In the Venitis paradigm, corporate governance extends beyond compliance with rules and protocols. It is also about giving the company the power to overcome significant challenges and seize opportunities that build enterprise value.

The Venitis paradigm requires a robust information infrastructure that supports transparency and timely information flow. It requires processes that ensure the efficient and judicious use of time and resources. It calls for an approach to decision making that lets management and the board support, but not impede, each other in classic checks-and-balances fashion. These prerequisites in turn foster cooperation and engagement—the most critical ingredients for effective corporate governance.

Given that the all-powerful CEO is likely a thing of the past, we believe firmly that there is no longer room for laissez-faire boards or board-management power struggles. The Venitis paradigm is a powerful way to cultivate the partnership between CEOs, their teams, and their boards—and to govern the company wisely and skillfully to sustained value creation.

Directorship is a part-time job with full time accountability. Inherent in the board-CEO relationship is an information imbalance. However, with the right culture and board leadership, the board and CEO can easily communicate expectations and information.

A CEO’s leadership style can serve as an indicator that the risk of information asymmetry has become too high. Directors establish a level of trust with the CEO to allow for board access to other members of the senior management team, as well as site visits to see the company’s operations.

With an expanding board agenda, process and expectation setting are critical. The board should clearly communicate to CEO the types and format of information that need to be presented.  

An empowered lead director can help mitigate the risk of information imbalance. By facilitating communication channels and work between the independent directors and the CEO, this leadership position can break down some of the road blocks that may develop between the CEO and directors. The relationship between the CEO and lead director should be transparent.

Culture is critical in effective dialogue between the board and the CEO cowboy. With the right culture, directors can be sure they are aware of the risks that are keeping the CEO up at night.

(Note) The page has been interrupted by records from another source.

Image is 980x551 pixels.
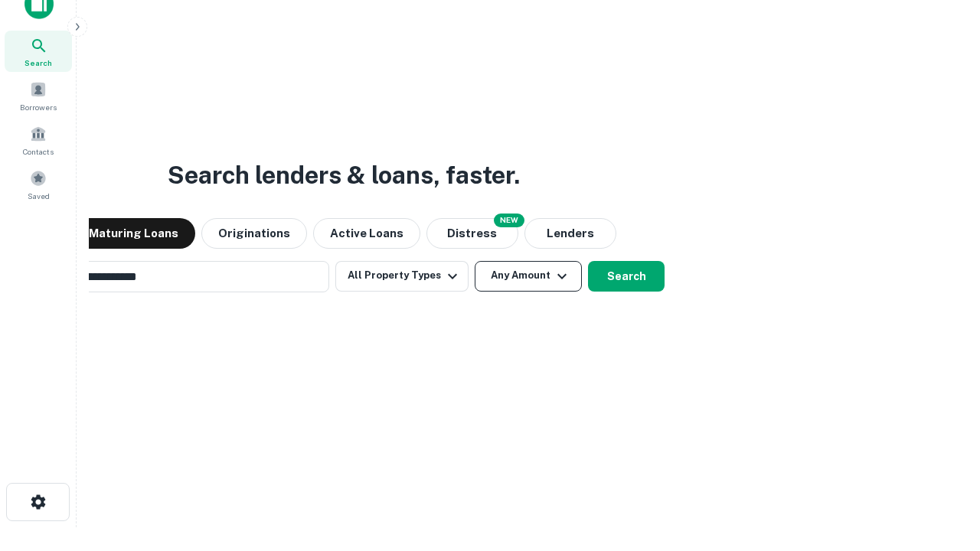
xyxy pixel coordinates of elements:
[5,75,72,116] a: Borrowers
[5,164,72,205] a: Saved
[5,120,72,161] a: Contacts
[426,218,518,249] button: Search distressed loans with lien and other non-mortgage details.
[903,428,980,502] iframe: Chat Widget
[201,218,307,249] button: Originations
[494,214,524,227] div: NEW
[475,261,582,291] button: Any Amount
[335,261,468,291] button: All Property Types
[28,190,50,202] span: Saved
[25,57,52,69] span: Search
[23,146,54,158] span: Contacts
[524,218,616,249] button: Lenders
[168,157,520,194] h3: Search lenders & loans, faster.
[588,261,665,291] button: Search
[5,31,72,72] a: Search
[313,218,421,249] button: Active Loans
[72,218,195,249] button: Maturing Loans
[20,101,57,113] span: Borrowers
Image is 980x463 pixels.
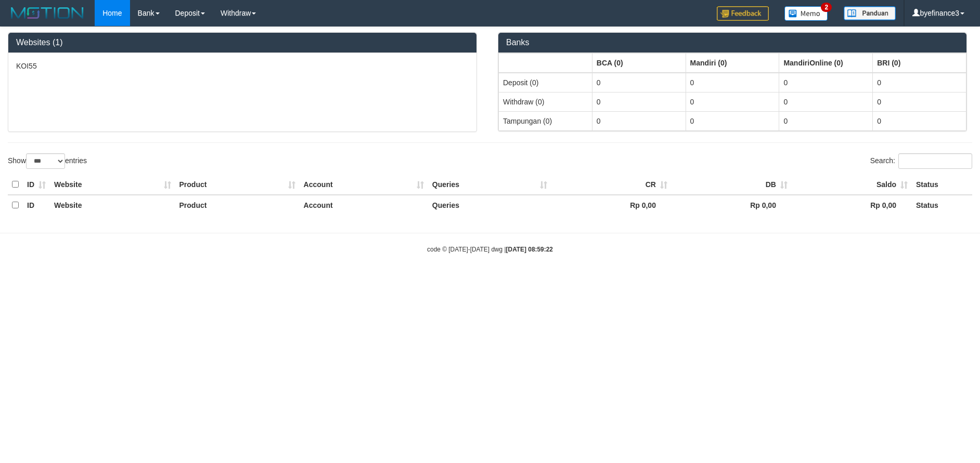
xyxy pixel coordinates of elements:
[873,53,967,72] th: Group: activate to sort column ascending
[912,175,972,195] th: Status
[551,175,671,195] th: CR
[685,72,779,93] td: 0
[873,92,967,111] td: 0
[873,72,967,93] td: 0
[785,6,828,20] img: Button%20Memo.svg
[23,175,50,195] th: ID
[821,2,832,12] span: 2
[592,53,685,72] th: Group: activate to sort column ascending
[685,111,779,131] td: 0
[299,195,428,215] th: Account
[50,175,176,195] th: Website
[8,6,87,20] img: MOTION_logo.png
[779,72,873,93] td: 0
[499,72,592,93] td: Deposit (0)
[50,195,176,215] th: Website
[16,38,469,47] h3: Websites (1)
[873,111,967,131] td: 0
[592,72,685,93] td: 0
[792,195,912,215] th: Rp 0,00
[428,195,551,215] th: Queries
[671,175,792,195] th: DB
[506,38,959,47] h3: Banks
[176,175,299,195] th: Product
[685,92,779,111] td: 0
[912,195,972,215] th: Status
[499,111,592,131] td: Tampungan (0)
[717,6,769,20] img: Feedback.jpg
[551,195,671,215] th: Rp 0,00
[428,175,551,195] th: Queries
[592,92,685,111] td: 0
[779,92,873,111] td: 0
[792,175,912,195] th: Saldo
[506,246,553,254] strong: [DATE] 08:59:22
[16,61,469,71] p: KOI55
[779,111,873,131] td: 0
[427,246,553,254] small: code © [DATE]-[DATE] dwg |
[685,53,779,72] th: Group: activate to sort column ascending
[898,154,972,169] input: Search:
[23,195,50,215] th: ID
[870,154,972,169] label: Search:
[671,195,792,215] th: Rp 0,00
[8,154,87,169] label: Show entries
[299,175,428,195] th: Account
[592,111,685,131] td: 0
[499,92,592,111] td: Withdraw (0)
[176,195,299,215] th: Product
[779,53,873,72] th: Group: activate to sort column ascending
[844,6,896,20] img: panduan.png
[26,154,65,169] select: Showentries
[499,53,592,72] th: Group: activate to sort column ascending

Sharing information via performance metrics, which are focused on what directors need to know, can bridge gaps in information flow. The board has to make winning decisions based on data, models, and intuition.

Directors balance short-term shareholder expectations with generating long-term sustainable profit. The role of the stakeholder, though, is more significant than ever before and expected to grow. In the Venitis paradigm, directors balance shareholder return with stakeholder concerns.

It’s difficult for the board to address and to communicate with every stakeholder. In the Venitis paradigm, the board identifies which stakeholders are critical to the strategic plans, and targets communications to those groups.

 

DOES YOUR

BOARD OF

DIRECTORS

DESERVE

BASIL VENITIS?

 

Offering Basil Venitis a seat at the table of your Board of Directors will drastically increase your profits.